Antoine Walker is, in so many ways, the quintessential modern player. He wasn't really ready to leave school, but he left anyway. He went to a sorry team where the permissive coach (that would be M.L. Carr) allowed him to do absolutely anything he wanted on the court. He was barely two months past his 20th birthday when he played his first NBA game, and he had to do all his growing up in public.
He made an All-Star team in his second year, and that was a disaster because it confirmed his judgment of himself and led to his infamous "veteran All-Star" quote in the summer of 1998, when he had not yet turned 22. The silly system being what it is, he was ludicrously rewarded at the pay window, further confirming his overblown opinion of his game. Now he thinks he deserves the maximum. Perhaps someone should send him a full set of tapes from last spring's Jersey series.
He was made -- and this always amazed me -- "captain" of this team. Bob Cousy . . . Bill Russell . . . John Havlicek . . . Larry Bird . . . Antoine Walker. One of these things is most definitely not like the other. Did he want to win? Sure. Did he use his position to prod and motivate his teammates at certain times? Apparently. But did his entire package remotely merit the exalted designation of "captain"? How can we even go there?

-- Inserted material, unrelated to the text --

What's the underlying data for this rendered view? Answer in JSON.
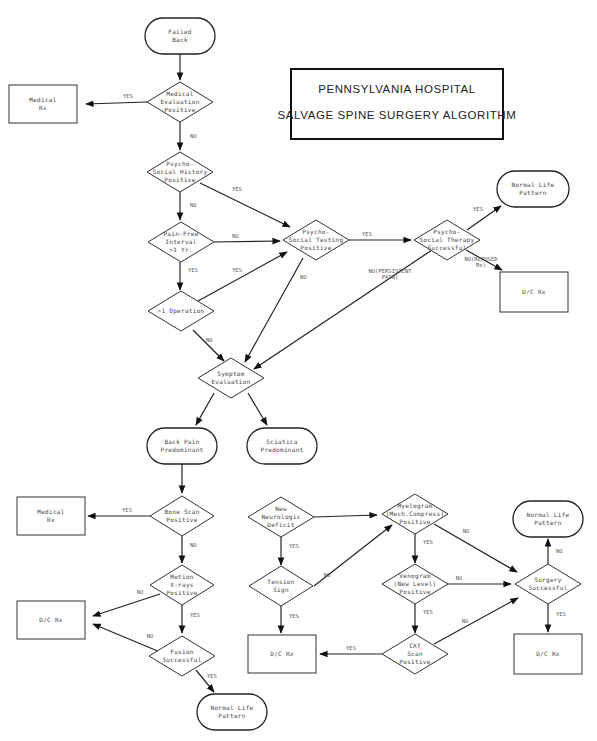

Look, he did some good things here. I wouldn't have any trouble quoting my own self after some of his better games. But I was always pleasantly surprised when he did these things. They were not the norm.
My own daughter is from the Antoine generation, but her basketball memories begin with Larry, Kevin, and Robert. "Is this a good idea?" she asked me. "I kinda liked him."
"Think about it," I said. "How many times did you like what he did? Two out of five? Three out of seven? Eight out of 20?"
"I guess you're right," she said.
The only surprise here is that Danny Ainge was actually able to find a buyer. It wasn't easy. I heard him tell Glenn Ordway on WEEI yesterday, "I talked to every team in the league, and, believe me, there are people out there who, even if he averaged 20 points, 10 rebounds and shot 50 percent from the floor, would not want him on their team."
There may be other players in the league about whom the same can be said, but not many. I'd have to say that Danny has just done some very nice GMing.